(Getty Images/iStockphoto)
That's all well and good, but it's not enough. Thanks to the combination of macroeconomic pressures like inflation and the broad losses suffered by retail speculators, the big challenge for this bear market – and an unknown that I find myself considering for the first time in my decade covering crypto – is making sure there even is another bull market.
Extreme cyclicality has been a hallmark of the crypto industry since its inception. That's certainly not unique – we found out this year that the broader tech market can still experience painful drawdowns, three decades after AOL sent out its first CD-ROM. But the cycles in crypto can be particularly sharp and painful because not only is this still largely a speculative technology, it's one that retail investors can dabble in with few restrictions or safeguards.
That's why the current bear market may be the most important in crypto's history. In the unprecedented bull market from 2020 to 2022, a critical mass of retail investors was enticed by the past returns of the asset class. Exchanges, non-fungible token (NFT) producers and others focused on retail were more than happy to court them with Super Bowl commercials and major media appearances. And then, by and large, retail got severely burned, by the bursting of a transitory bubble (BTC and ETH) or, far worse, by the collapse of deeply flawed and even fraudulent projects.
I moderated a panel at Mainnet about the strategic balance between catering to big-money whales, day-trading degens and "newbs," aka normal human beings. The trap for many crypto projects is that while the big, easy returns come from whales and degens, those users are also hyper-agile "rotator capital," willing and able to pull up stakes and move their entire net worth to a new system for a few extra basis points of APR.
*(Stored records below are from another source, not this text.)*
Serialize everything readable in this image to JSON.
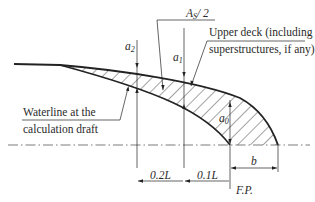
{
  "diagram": {
    "labels": {
      "area_label": "A",
      "area_label_sub": "S",
      "area_label_rest": "/ 2",
      "upper_deck_line1": "Upper deck (including",
      "upper_deck_line2": "superstructures, if any)",
      "waterline_line1": "Waterline at the",
      "waterline_line2": "calculation draft",
      "a2": "a",
      "a2_sub": "2",
      "a1": "a",
      "a1_sub": "1",
      "a0": "a",
      "a0_sub": "0",
      "dim_02L": "0.2L",
      "dim_01L": "0.1L",
      "dim_b": "b",
      "fp": "F.P."
    },
    "colors": {
      "line": "#222222",
      "background": "#ffffff"
    }
  }
}
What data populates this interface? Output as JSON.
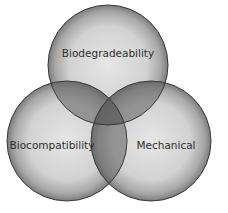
{
  "diagram": {
    "type": "venn-3",
    "background": "#ffffff",
    "circle_fill_center": "#e4e4e4",
    "circle_fill_edge": "#8e8e8e",
    "outline_color": "#3a3a3a",
    "overlap_color": "#5a5a5a",
    "sets": [
      {
        "id": "biodegradeability",
        "label": "Biodegradeability",
        "cx": 108,
        "cy": 65,
        "r": 60
      },
      {
        "id": "biocompatibility",
        "label": "Biocompatibility",
        "cx": 67,
        "cy": 141,
        "r": 60
      },
      {
        "id": "mechanical",
        "label": "Mechanical",
        "cx": 151,
        "cy": 141,
        "r": 60
      }
    ]
  }
}
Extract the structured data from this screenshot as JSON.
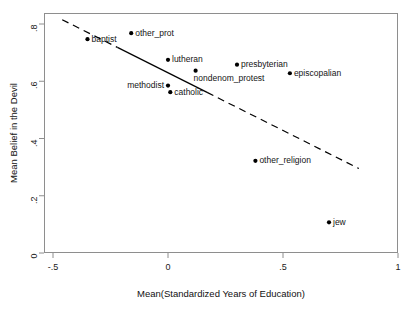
{
  "chart_data": {
    "type": "scatter",
    "title": "",
    "xlabel": "Mean(Standardized Years of Education)",
    "ylabel": "Mean Belief in the Devil",
    "xlim": [
      -0.5,
      1.0
    ],
    "ylim": [
      0.0,
      0.8
    ],
    "xticks": [
      "-.5",
      "0",
      ".5",
      "1"
    ],
    "xtick_values": [
      -0.5,
      0,
      0.5,
      1
    ],
    "yticks": [
      "0",
      ".2",
      ".4",
      ".6",
      ".8"
    ],
    "ytick_values": [
      0,
      0.2,
      0.4,
      0.6,
      0.8
    ],
    "grid": false,
    "legend": "none",
    "marker": "filled-circle",
    "marker_color": "#000000",
    "points": [
      {
        "label": "baptist",
        "x": -0.35,
        "y": 0.747,
        "label_side": "right"
      },
      {
        "label": "other_prot",
        "x": -0.16,
        "y": 0.768,
        "label_side": "right"
      },
      {
        "label": "lutheran",
        "x": 0.0,
        "y": 0.675,
        "label_side": "right"
      },
      {
        "label": "nondenom_protest",
        "x": 0.12,
        "y": 0.637,
        "label_side": "below"
      },
      {
        "label": "presbyterian",
        "x": 0.3,
        "y": 0.658,
        "label_side": "right"
      },
      {
        "label": "episcopalian",
        "x": 0.53,
        "y": 0.628,
        "label_side": "right"
      },
      {
        "label": "methodist",
        "x": 0.0,
        "y": 0.585,
        "label_side": "left"
      },
      {
        "label": "catholic",
        "x": 0.01,
        "y": 0.562,
        "label_side": "right"
      },
      {
        "label": "other_religion",
        "x": 0.38,
        "y": 0.322,
        "label_side": "right"
      },
      {
        "label": "jew",
        "x": 0.7,
        "y": 0.107,
        "label_side": "right"
      }
    ],
    "fitline": {
      "x_start": -0.46,
      "y_start": 0.815,
      "x_end": 0.83,
      "y_end": 0.295,
      "solid_segment": {
        "x_start": -0.22,
        "x_end": 0.17
      },
      "style": "dashed-with-solid-middle",
      "color": "#000000"
    }
  }
}
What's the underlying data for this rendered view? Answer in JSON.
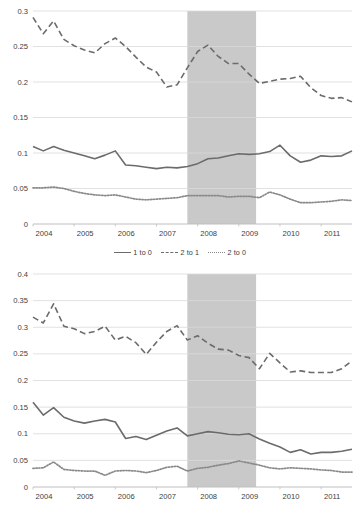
{
  "figure": {
    "background_color": "#ffffff",
    "recession_band_color": "#c9c9c9",
    "gridline_color": "#d9d9d9",
    "axis_color": "#bfbfbf",
    "text_color": "#404040"
  },
  "chart_data": [
    {
      "type": "line",
      "title": "",
      "subtitle": "",
      "xlabel": "",
      "ylabel": "",
      "grid": "horizontal",
      "legend_position": "bottom",
      "xlim": [
        2004,
        2011.75
      ],
      "ylim": [
        0,
        0.3
      ],
      "xticks": [
        "2004",
        "2005",
        "2006",
        "2007",
        "2008",
        "2009",
        "2010",
        "2011"
      ],
      "xtick_values": [
        2004,
        2005,
        2006,
        2007,
        2008,
        2009,
        2010,
        2011
      ],
      "yticks": [
        "0",
        "0.05",
        "0.1",
        "0.15",
        "0.2",
        "0.25",
        "0.3"
      ],
      "ytick_values": [
        0,
        0.05,
        0.1,
        0.15,
        0.2,
        0.25,
        0.3
      ],
      "annotations": [
        {
          "type": "shaded-band",
          "label": "recession",
          "x_start": 2007.75,
          "x_end": 2009.42,
          "color": "#c9c9c9"
        }
      ],
      "x": [
        2004.0,
        2004.25,
        2004.5,
        2004.75,
        2005.0,
        2005.25,
        2005.5,
        2005.75,
        2006.0,
        2006.25,
        2006.5,
        2006.75,
        2007.0,
        2007.25,
        2007.5,
        2007.75,
        2008.0,
        2008.25,
        2008.5,
        2008.75,
        2009.0,
        2009.25,
        2009.5,
        2009.75,
        2010.0,
        2010.25,
        2010.5,
        2010.75,
        2011.0,
        2011.25,
        2011.5,
        2011.75
      ],
      "series": [
        {
          "name": "1 to 0",
          "style": "solid",
          "color": "#6b6b6b",
          "values": [
            0.109,
            0.103,
            0.109,
            0.104,
            0.1,
            0.096,
            0.092,
            0.097,
            0.103,
            0.083,
            0.082,
            0.08,
            0.078,
            0.08,
            0.079,
            0.081,
            0.085,
            0.092,
            0.093,
            0.096,
            0.099,
            0.098,
            0.099,
            0.102,
            0.111,
            0.096,
            0.087,
            0.09,
            0.096,
            0.095,
            0.096,
            0.103
          ]
        },
        {
          "name": "2 to 1",
          "style": "dashed",
          "color": "#6b6b6b",
          "values": [
            0.291,
            0.268,
            0.286,
            0.26,
            0.251,
            0.245,
            0.241,
            0.254,
            0.262,
            0.25,
            0.235,
            0.221,
            0.214,
            0.193,
            0.196,
            0.22,
            0.243,
            0.252,
            0.236,
            0.226,
            0.226,
            0.211,
            0.198,
            0.201,
            0.204,
            0.205,
            0.208,
            0.192,
            0.181,
            0.177,
            0.178,
            0.172
          ]
        },
        {
          "name": "2 to 0",
          "style": "dotted",
          "color": "#8a8a8a",
          "values": [
            0.051,
            0.051,
            0.052,
            0.05,
            0.046,
            0.043,
            0.041,
            0.04,
            0.041,
            0.038,
            0.035,
            0.034,
            0.035,
            0.036,
            0.037,
            0.04,
            0.04,
            0.04,
            0.04,
            0.038,
            0.039,
            0.039,
            0.037,
            0.045,
            0.041,
            0.035,
            0.03,
            0.03,
            0.031,
            0.032,
            0.034,
            0.033
          ]
        }
      ],
      "legend": [
        {
          "label": "1 to 0",
          "style": "solid"
        },
        {
          "label": "2 to 1",
          "style": "dashed"
        },
        {
          "label": "2 to 0",
          "style": "dotted"
        }
      ]
    },
    {
      "type": "line",
      "title": "",
      "subtitle": "",
      "xlabel": "",
      "ylabel": "",
      "grid": "horizontal",
      "legend_position": "bottom",
      "xlim": [
        2004,
        2011.75
      ],
      "ylim": [
        0,
        0.4
      ],
      "xticks": [
        "2004",
        "2005",
        "2006",
        "2007",
        "2008",
        "2009",
        "2010",
        "2011"
      ],
      "xtick_values": [
        2004,
        2005,
        2006,
        2007,
        2008,
        2009,
        2010,
        2011
      ],
      "yticks": [
        "0",
        "0.05",
        "0.1",
        "0.15",
        "0.2",
        "0.25",
        "0.3",
        "0.35",
        "0.4"
      ],
      "ytick_values": [
        0,
        0.05,
        0.1,
        0.15,
        0.2,
        0.25,
        0.3,
        0.35,
        0.4
      ],
      "annotations": [
        {
          "type": "shaded-band",
          "label": "recession",
          "x_start": 2007.75,
          "x_end": 2009.42,
          "color": "#c9c9c9"
        }
      ],
      "x": [
        2004.0,
        2004.25,
        2004.5,
        2004.75,
        2005.0,
        2005.25,
        2005.5,
        2005.75,
        2006.0,
        2006.25,
        2006.5,
        2006.75,
        2007.0,
        2007.25,
        2007.5,
        2007.75,
        2008.0,
        2008.25,
        2008.5,
        2008.75,
        2009.0,
        2009.25,
        2009.5,
        2009.75,
        2010.0,
        2010.25,
        2010.5,
        2010.75,
        2011.0,
        2011.25,
        2011.5,
        2011.75
      ],
      "series": [
        {
          "name": "3+ to 1",
          "style": "solid",
          "color": "#6b6b6b",
          "values": [
            0.159,
            0.135,
            0.149,
            0.131,
            0.124,
            0.12,
            0.124,
            0.127,
            0.122,
            0.091,
            0.095,
            0.089,
            0.097,
            0.105,
            0.111,
            0.096,
            0.1,
            0.104,
            0.102,
            0.099,
            0.098,
            0.1,
            0.09,
            0.082,
            0.075,
            0.065,
            0.07,
            0.062,
            0.065,
            0.065,
            0.067,
            0.071
          ]
        },
        {
          "name": "3+ to 2",
          "style": "dashed",
          "color": "#6b6b6b",
          "values": [
            0.319,
            0.308,
            0.344,
            0.302,
            0.297,
            0.288,
            0.292,
            0.302,
            0.276,
            0.283,
            0.271,
            0.249,
            0.272,
            0.292,
            0.303,
            0.276,
            0.284,
            0.27,
            0.259,
            0.257,
            0.247,
            0.243,
            0.222,
            0.251,
            0.233,
            0.216,
            0.218,
            0.215,
            0.215,
            0.215,
            0.222,
            0.237
          ]
        },
        {
          "name": "3+ to 0",
          "style": "dotted",
          "color": "#8a8a8a",
          "values": [
            0.035,
            0.036,
            0.047,
            0.033,
            0.031,
            0.03,
            0.03,
            0.022,
            0.03,
            0.031,
            0.03,
            0.027,
            0.031,
            0.037,
            0.039,
            0.03,
            0.035,
            0.037,
            0.041,
            0.044,
            0.049,
            0.045,
            0.041,
            0.036,
            0.034,
            0.036,
            0.035,
            0.034,
            0.032,
            0.031,
            0.028,
            0.028
          ]
        }
      ],
      "legend": [
        {
          "label": "3+ to 1",
          "style": "solid"
        },
        {
          "label": "3+ to 2",
          "style": "dashed"
        },
        {
          "label": "3+ to 0",
          "style": "dotted"
        }
      ]
    }
  ]
}
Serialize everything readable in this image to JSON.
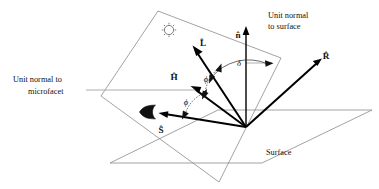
{
  "figure": {
    "background_color": "#ffffff",
    "line_color": "#000000",
    "plane_color": "#8a8a8a"
  },
  "annotations": {
    "unit_normal_microfacet_line1": "Unit normal to",
    "unit_normal_microfacet_line2": "microfacet",
    "unit_normal_surface_line1": "Unit normal",
    "unit_normal_surface_line2": "to surface",
    "surface_label": "Surface"
  },
  "vectors": [
    {
      "id": "n",
      "label": "n̂",
      "name": "unit-normal-to-surface",
      "description": "surface normal, points straight up"
    },
    {
      "id": "L",
      "label": "L̂",
      "name": "light-direction",
      "description": "direction to light source"
    },
    {
      "id": "H",
      "label": "Ĥ",
      "name": "half-vector-microfacet-normal",
      "description": "unit normal to microfacet"
    },
    {
      "id": "R",
      "label": "R̂",
      "name": "reflection-direction",
      "description": "mirror reflection direction"
    },
    {
      "id": "S",
      "label": "Ŝ",
      "name": "view-direction",
      "description": "direction to viewer / eye"
    }
  ],
  "angles": [
    {
      "id": "phi-upper",
      "label": "ϕ",
      "between": "H and L"
    },
    {
      "id": "phi-lower",
      "label": "ϕ",
      "between": "H and S"
    },
    {
      "id": "delta",
      "label": "δ",
      "between": "L and n"
    }
  ],
  "glyphs": [
    {
      "id": "sun",
      "name": "sun-icon",
      "meaning": "light source"
    },
    {
      "id": "eye",
      "name": "eye-icon",
      "meaning": "viewer"
    }
  ]
}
More importantly, degens and whales are speculators and liquidity providers, not "users" proper. To eventually reduce market cyclicality, crypto projects need to find actual use cases where they can beat existing services. For now, the obvious cases are still pretty limited: cross-border payments (mostly meaningful for BTC), NFTs (mostly meaningful for ETH) and, to a lesser extent, gaming – where there is a huge market, but the actual advantages of crypto are a bit less clear.
There will be a lot more real end-user services and products to add to that list. Some won't come along until the technology has advanced further, whether in terms of throughput or user interface. But the industry needs them yesterday. One final clear advantage of a bear market is that, with speculators in retreat, it's much easier to find and test the demand for real products that offer real benefits. That's the task that lies before blockchain entrepreneurs right now.
Finally, a couple of blind items for those who stuck with me to the end. Word on the street is that the Walton family (as in Walmart) have a nascent interest in decentralized autonomous organizations (DAO). And a layer 2 blockchain company is just weeks away from announcing a fundraise of staggering proportions. Bet on it.